While most people will agree that art is subjective and that it’s OK for tastes to be somewhat different, there’s often also this underlying belief that there are certain objective standards that make certain works of art objectively greater than others. For example, an English teacher might understand how his students might have different opinions on Shakespeare’s best work. But if a student considered a Batman comic to be of greater artistic value than Hamlet, the English teacher, along with his colleagues, may consider the student to be objectively wrong in his opinion, and blame his opinion on lack of education.

I would claim, however, that the teacher in the above example is wrong, as are all who judge the student’s opinions to be inferior. I think the problem stems from how people mix their honest emotional responses to pieces of artwork with what they think about a piece’s influence and apparent complexity. That is, if something is clearly popular, acclaimed by academics and critics, or seemingly more complex, people will hold their emotional responses in less regard and form opinions based on these alternative standards.

Influence is perhaps the most obvious factor in determining an artwork’s level of “objective greatness.” If a piece of art has influenced many, clearly there must be something objectively good about it. How else could it have such influence? And the more influential a piece is considered, the more influential it seems to become, as new audiences are introduced to and become influenced by the work by the mere virtue of its being considered influential.

Complexity may also be taken into account when determining the artistic value of a work of art. There may be a natural bias towards the complex. I have not thought about this strange bias enough to have any good guess as to why it may exist. My current guess is that people assume that more complex works are the results of a greater care and thought on the creator’s part, and are therefore more naturally valuable. It’s a completely illogical bias, as audiences can never truly know how much thought went into something, and what seems complex to one person may not seem so complex to another.

I don’t mean to claim that works of art can’t or shouldn’t be judged by these standards. While I don’t think there’s any objective way to do it, I’m not sure there’s any reason or method to stop ourselves from doing it naturally. What I argue against is the natural but illogical tendency of supposing that these qualities determine (or should determine) emotional responses and the validity of the emotional responses of others.

An emotional response is a natural emotional reaction to an experience of art. To simplify, an audience member will, after experiencing the artwork, love it, like it, be indifferent to it, dislike it, or hate it. It is a bit more complicated than that, of course, because we don’t judge our experiences as a whole; we judge them in pieces and sometimes in separate factors. For example, we can enjoy the music and acting of a film, but hate its storyline. We can love a singer’s voice, but hate the song they sing. Our emotions are also biased by factors outside of our experience of art, such as: our emotional state before experiencing art, peer pressure, tastes and preferences, background knowledge of the art’s production, and even our sense of self and social status. No emotional response can be evoked only by a piece of art; no emotional response bursts into existence out of a vacuum.

My argument is that, because these emotional responses are natural, they can never be invalid. There is no such thing as fake joy or sadness. Influence and complexity do not necessarily infer more pleasing emotional responses, and they certainly don’t create them. If a Batman comic fills one with more interest and inspiration than a Shakespearean play, that interest and inspiration is not somehow lower or worse. If a pop song fills one with more joy than Beethoven’s Ninth, that joy is not somehow less valid or less real because more professors hate the pop song.

“Oh, sure,” you may say. “Of course art is subjective! But the people who love Beethoven’s Ninth are of course more educated people.” If that is your response, you have clearly not understood my points at all, and I’m not sure how better to explain them.

By this line of logic, there is also no such thing as “high art” (as I’ve argued before). There is certainly “popular art” (whether that popularity is academic, professional, commercial, etc.), but to claim such art is therefore objectively better or higher than other art, or should evoke more greater or more valid emotions, is terribly pretentious and completely illogical.

It’s natural for us to not understand what it’s like to be other people or experience the same emotions that other people claim to be experiencing. But that does not mean that they’re lying or that the emotions you know you’re feeling are more real or justified than theirs. Your opinions can never be better or more justified than anyone else’s.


(Requirement) Find each line below where the word "Glass" occurs, and copy it.

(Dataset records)
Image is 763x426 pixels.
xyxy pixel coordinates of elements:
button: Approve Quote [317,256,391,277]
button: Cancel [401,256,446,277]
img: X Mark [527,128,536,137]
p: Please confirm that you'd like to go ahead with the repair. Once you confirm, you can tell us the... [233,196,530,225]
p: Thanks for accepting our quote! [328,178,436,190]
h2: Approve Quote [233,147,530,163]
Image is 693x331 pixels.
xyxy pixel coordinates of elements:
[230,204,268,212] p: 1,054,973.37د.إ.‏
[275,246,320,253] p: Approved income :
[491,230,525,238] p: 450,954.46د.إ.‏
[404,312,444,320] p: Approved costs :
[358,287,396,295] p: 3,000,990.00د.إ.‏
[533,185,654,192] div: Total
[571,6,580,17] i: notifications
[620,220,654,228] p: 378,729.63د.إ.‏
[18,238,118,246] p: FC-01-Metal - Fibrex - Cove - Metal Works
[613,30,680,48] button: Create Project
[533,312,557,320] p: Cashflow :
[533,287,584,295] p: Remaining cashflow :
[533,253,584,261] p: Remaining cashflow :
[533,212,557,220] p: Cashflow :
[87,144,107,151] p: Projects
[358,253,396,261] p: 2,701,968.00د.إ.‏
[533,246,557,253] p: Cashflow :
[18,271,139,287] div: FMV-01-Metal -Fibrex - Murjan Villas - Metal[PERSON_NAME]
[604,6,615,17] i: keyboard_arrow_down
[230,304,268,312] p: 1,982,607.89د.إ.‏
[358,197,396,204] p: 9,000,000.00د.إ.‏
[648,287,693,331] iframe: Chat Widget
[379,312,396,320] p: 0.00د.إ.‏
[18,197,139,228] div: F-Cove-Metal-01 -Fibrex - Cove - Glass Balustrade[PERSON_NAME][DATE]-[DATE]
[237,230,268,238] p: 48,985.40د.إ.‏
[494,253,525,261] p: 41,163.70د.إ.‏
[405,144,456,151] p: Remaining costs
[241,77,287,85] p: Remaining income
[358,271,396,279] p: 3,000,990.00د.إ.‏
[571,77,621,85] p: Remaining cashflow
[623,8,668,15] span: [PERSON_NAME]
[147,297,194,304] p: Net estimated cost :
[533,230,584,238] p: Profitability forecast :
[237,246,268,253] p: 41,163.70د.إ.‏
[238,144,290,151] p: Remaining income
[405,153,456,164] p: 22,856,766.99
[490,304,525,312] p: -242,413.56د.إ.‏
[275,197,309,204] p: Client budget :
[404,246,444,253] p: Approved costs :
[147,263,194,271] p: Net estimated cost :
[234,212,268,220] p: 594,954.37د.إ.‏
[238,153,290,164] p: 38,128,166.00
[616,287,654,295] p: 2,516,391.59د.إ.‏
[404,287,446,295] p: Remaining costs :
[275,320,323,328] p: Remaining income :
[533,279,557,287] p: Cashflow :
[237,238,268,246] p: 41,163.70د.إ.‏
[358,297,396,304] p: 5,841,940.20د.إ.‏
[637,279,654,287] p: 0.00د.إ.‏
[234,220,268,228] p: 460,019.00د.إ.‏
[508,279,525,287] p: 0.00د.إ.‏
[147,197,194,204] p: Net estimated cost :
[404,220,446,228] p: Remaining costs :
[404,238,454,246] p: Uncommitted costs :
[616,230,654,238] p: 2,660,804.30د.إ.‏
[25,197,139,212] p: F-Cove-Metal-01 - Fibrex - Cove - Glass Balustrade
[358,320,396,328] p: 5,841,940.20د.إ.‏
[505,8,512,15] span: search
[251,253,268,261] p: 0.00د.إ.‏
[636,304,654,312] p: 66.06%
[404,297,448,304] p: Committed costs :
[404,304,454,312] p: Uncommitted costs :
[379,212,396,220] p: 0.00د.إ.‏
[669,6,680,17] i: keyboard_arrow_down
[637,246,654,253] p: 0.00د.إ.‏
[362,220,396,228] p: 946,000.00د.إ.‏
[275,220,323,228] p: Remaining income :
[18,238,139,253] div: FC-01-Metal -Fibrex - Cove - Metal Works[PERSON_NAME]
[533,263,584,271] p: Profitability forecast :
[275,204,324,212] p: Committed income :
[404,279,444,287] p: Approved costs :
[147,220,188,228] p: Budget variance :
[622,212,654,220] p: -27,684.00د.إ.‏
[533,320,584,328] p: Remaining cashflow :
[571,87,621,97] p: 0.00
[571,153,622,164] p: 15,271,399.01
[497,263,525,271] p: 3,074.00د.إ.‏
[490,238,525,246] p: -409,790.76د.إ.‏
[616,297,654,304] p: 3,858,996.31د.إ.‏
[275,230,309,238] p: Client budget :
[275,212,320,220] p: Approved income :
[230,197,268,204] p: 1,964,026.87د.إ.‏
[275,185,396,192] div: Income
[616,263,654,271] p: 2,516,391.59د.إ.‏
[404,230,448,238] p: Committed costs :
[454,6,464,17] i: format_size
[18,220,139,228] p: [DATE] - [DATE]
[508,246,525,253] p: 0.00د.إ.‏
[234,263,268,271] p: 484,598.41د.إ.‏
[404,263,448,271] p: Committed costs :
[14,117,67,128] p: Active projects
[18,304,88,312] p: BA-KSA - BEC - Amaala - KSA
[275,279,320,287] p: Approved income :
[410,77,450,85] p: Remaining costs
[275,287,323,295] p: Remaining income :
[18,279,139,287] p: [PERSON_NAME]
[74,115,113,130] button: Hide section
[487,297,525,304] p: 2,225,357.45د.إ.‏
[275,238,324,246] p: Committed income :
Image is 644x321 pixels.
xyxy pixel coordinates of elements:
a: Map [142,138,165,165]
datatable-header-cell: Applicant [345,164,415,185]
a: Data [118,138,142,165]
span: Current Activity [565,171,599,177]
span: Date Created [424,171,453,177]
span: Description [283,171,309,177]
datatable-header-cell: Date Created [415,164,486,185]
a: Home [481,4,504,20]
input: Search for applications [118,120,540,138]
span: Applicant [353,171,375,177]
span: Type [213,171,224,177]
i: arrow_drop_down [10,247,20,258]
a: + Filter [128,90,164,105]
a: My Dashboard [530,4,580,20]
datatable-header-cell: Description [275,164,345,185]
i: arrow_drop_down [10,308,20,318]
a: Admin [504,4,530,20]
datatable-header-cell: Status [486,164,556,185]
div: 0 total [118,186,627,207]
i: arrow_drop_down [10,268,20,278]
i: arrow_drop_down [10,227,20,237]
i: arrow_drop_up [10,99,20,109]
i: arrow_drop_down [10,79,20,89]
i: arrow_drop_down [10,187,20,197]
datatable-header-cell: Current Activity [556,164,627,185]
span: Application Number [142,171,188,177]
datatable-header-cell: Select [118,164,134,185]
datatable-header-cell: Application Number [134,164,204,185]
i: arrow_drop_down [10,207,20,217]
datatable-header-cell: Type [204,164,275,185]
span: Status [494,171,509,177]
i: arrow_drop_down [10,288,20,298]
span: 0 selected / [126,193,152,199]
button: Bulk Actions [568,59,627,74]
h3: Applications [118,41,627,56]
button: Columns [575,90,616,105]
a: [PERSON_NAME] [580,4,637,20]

--

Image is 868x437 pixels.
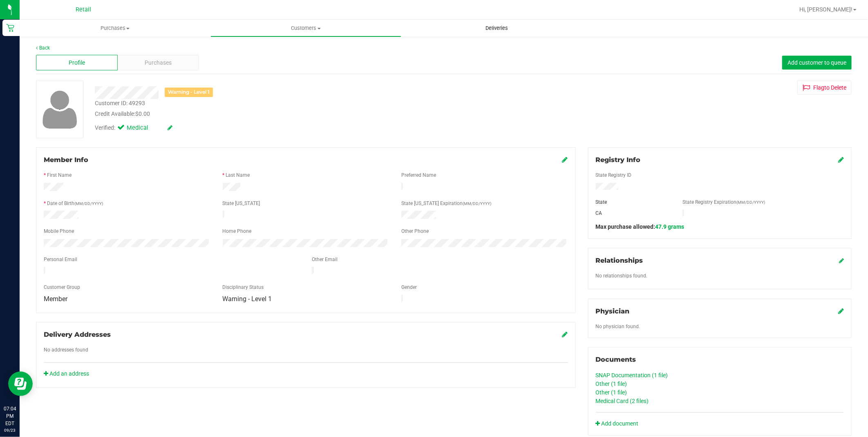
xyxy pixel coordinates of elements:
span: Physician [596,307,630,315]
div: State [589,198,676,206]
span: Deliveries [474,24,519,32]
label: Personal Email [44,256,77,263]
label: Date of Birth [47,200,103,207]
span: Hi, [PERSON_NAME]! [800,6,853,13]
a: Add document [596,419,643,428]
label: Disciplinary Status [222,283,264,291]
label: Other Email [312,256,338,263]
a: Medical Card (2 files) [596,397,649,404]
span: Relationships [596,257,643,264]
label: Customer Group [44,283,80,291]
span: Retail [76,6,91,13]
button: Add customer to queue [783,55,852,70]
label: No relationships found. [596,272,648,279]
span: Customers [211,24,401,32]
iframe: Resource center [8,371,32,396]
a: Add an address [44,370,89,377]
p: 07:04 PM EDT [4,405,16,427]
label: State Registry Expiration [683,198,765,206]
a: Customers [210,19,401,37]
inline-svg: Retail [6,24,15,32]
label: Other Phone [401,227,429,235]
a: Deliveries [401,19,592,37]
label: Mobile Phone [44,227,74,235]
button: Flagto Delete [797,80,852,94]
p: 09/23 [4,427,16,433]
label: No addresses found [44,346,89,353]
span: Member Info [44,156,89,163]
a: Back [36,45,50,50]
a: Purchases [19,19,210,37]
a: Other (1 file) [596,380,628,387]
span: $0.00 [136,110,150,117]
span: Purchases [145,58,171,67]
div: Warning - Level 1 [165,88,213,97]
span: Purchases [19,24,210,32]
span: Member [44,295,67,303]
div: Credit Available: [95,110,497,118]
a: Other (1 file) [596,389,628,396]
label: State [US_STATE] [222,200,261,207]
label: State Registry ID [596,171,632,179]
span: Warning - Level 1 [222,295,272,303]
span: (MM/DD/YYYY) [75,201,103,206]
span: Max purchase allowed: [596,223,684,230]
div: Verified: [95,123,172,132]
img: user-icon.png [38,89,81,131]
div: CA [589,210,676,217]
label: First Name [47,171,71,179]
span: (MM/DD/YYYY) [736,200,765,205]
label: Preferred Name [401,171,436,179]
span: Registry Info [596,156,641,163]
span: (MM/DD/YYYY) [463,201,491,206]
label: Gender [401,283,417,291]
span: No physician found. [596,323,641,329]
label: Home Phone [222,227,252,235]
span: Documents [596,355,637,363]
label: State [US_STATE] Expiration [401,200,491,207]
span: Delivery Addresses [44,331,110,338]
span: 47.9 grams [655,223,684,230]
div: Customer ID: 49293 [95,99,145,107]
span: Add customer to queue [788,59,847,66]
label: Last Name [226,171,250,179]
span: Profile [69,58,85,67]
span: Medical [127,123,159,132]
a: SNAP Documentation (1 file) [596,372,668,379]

(Exercise solution)
[18,197,139,228] div: F-Cove-Metal-01 -Fibrex - Cove - Glass Balustrade[PERSON_NAME][DATE]-[DATE]
[25,197,139,212] p: F-Cove-Metal-01 - Fibrex - Cove - Glass Balustrade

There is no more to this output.